Sunday, March 25, 2012

Design Patterns: Interface

       The most important concept of OOP is probably interface. I personally think it's the beginning of all OOP magic. The terminology "interface" is independent of certain programming language, although most modern programming languages have a "interface" keyword. A interface is a contract between consumer object and supplier object. For example, you hire a painter to paint your walls, the painter must be competent to paint your walls no matter what his skin color is. So, the "painter" is a contract between you and the person you hire to paint your walls. With this contract concept, you don't have to hire a specific person to do your painting job, you can hire any qualified painter to do it. In OOP, this is called loosely coupled. This is very important for writing extendable, maintainable, testable software.
       Following is a very simple example to show how interface works. We have a IPlan interface for Customer, there are two classes implementing IPlan, named PlanBasic and PlanStandard. Different customers can have different plan. Let's take a look at the code in C#:
       The IPlan interface:
       public interface IPlan
    {
        string PlanName { get;}
        float getMonthlyPayment();
    }

       PlanBasic and PlanStandard:
       public class PlanBasic : IPlan
    {
        public string PlanName
        {
            get
            {
                return "Basic Plan";
            }
        }

        public float getMonthlyPayment()
        {
            float ret = 9.99f;
            return ret;
        }
    }

       public class PlanStandard : IPlan
    {
        public string PlanName
        {
            get
            {
                return "Standard Plan";
            }
        }

        public float getMonthlyPayment()
        {
            float ret = 29.99f;
            return ret;
        }
    }

       The Customer class that is the consumer class of contract IPlan:
       public class Customer
    {
        private string name;
        private IPlan plan;

        public string Name
        {
            get
            {
                return name;
            }
        }

        public Customer(string _name, IPlan _plan)
        {
            name = _name;
            plan = _plan;
        }

        public float getMonthlyPayment()
        {
           return plan.getMonthlyPayment();
        }

        public override string ToString()
        {
            return "Name: " + name + " Plan: " + plan.PlanName + " Monthly Payment: " + getMonthlyPayment();
        }
    }

       Let's write an unit test code to test the interface pattern:
       [TestMethod]
        public void InterfaceTest()
        {
            Customer customer = new Customer("John Smith", new PlanBasic());
            Assert.AreEqual("Name: John Smith Plan: Basic Plan Monthly Payment: 9.99", customer.ToString());

            customer = new Customer("John Doe", new PlanStandard());
            Assert.AreEqual("Name: John Doe Plan: Standard Plan Monthly Payment: 29.99", customer.ToString());
        }
       You can see the customer class don't have to know any information about any specific plan when it is written.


TASK TO COMPLETE:
Locate each line of the material that contains "axis", then return it.

DATASET RECORDS:

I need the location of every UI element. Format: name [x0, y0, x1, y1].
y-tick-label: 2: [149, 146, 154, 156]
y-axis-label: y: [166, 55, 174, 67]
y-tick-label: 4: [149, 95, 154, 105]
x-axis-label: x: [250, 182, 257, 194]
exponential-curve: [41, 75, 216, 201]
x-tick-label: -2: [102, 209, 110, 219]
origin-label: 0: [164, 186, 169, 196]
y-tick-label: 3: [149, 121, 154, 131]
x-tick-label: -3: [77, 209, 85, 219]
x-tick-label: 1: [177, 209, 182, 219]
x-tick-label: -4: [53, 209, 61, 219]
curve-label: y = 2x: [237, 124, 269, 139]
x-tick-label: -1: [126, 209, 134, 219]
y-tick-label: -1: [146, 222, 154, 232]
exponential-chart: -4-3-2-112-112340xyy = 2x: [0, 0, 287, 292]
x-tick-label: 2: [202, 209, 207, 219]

OUTPUT OF THE TASK:
y-axis-label: y: [166, 55, 174, 67]
x-axis-label: x: [250, 182, 257, 194]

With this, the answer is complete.